By Seth Stevenson|Posted Monday, Jan. 2, 2012, at 7:38 AM ET
American mapmaking’s most prestigious honor is the “Best of Show” award at the annual competition of the Cartography and Geographic Information Society. The five most recent winners were all maps designed by large, well-known institutions: National Geographic (three times), the Central Intelligence Agency Cartography Center, and the U.S. Census Bureau. But earlier this year, the 38
th annual Best of Show award went to a map created by Imus Geographics—which is basically one dude named David Imus working in a farmhouse outside Eugene, Ore.
At first glance, Imus’ “
The Essential Geography of the United States of America” may look like any other U.S. wall map. It’s about 4 feet by 3 feet. It uses a standard, two-dimensional
conic projection. It has place names. Political boundaries. Lakes, rivers, highways.

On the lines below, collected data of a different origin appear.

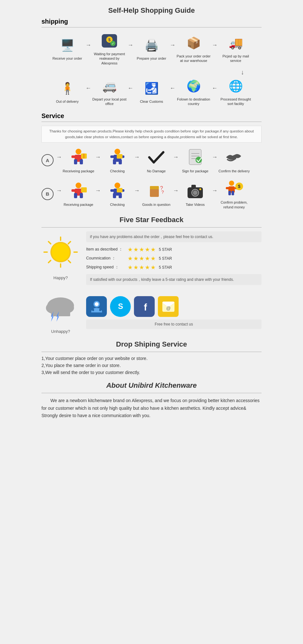  I want to click on flow-item-3: 🖨️ Prepare your order, so click(152, 48).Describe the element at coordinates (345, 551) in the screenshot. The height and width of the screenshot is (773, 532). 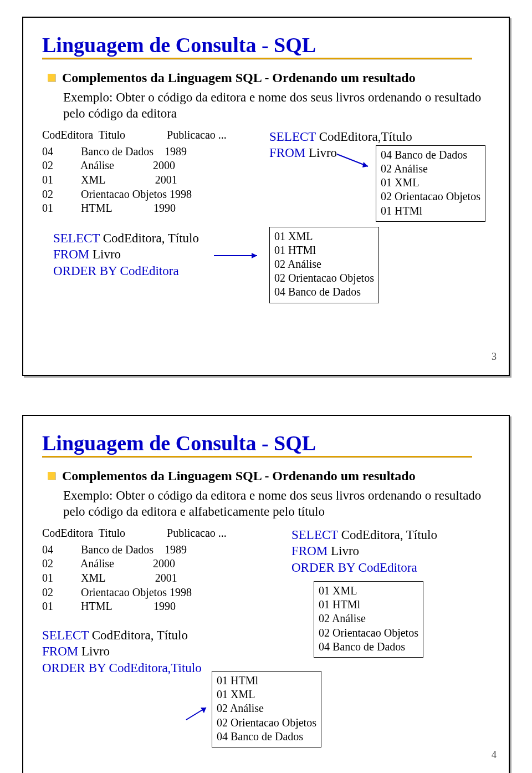
I see `q-right-tbl: Livro` at that location.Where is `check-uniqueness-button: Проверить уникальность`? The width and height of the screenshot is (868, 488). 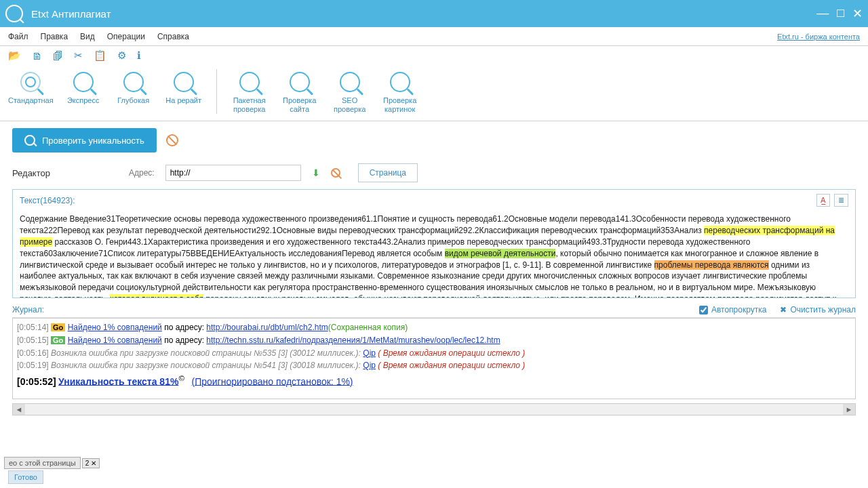 check-uniqueness-button: Проверить уникальность is located at coordinates (84, 140). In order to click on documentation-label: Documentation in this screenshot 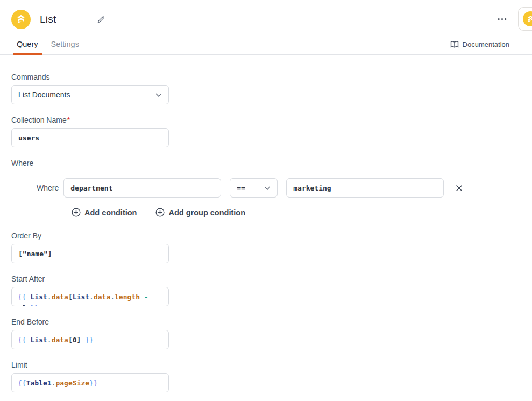, I will do `click(486, 44)`.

Imus map of the United States.
So what makes this map different from the Rand McNally version you can buy at a bookstore? Or from the dusty National Geographic pull-down mounted in your child’s elementary school classroom? Can one paper wall map really outshine all others—so definitively that it becomes award-worthy?
I’m here to tell you it can. This is a masterful map. And the secret is in its careful attention to design.
These days, almost all the data cartographers use is provided by the government and is freely available in the public domain. Anybody can download databases of highways, airports, and cities, and then slap a crude map together with the aid of a
plotter. What separates a great map from a terrible one is choosing which data to use and how best to present it.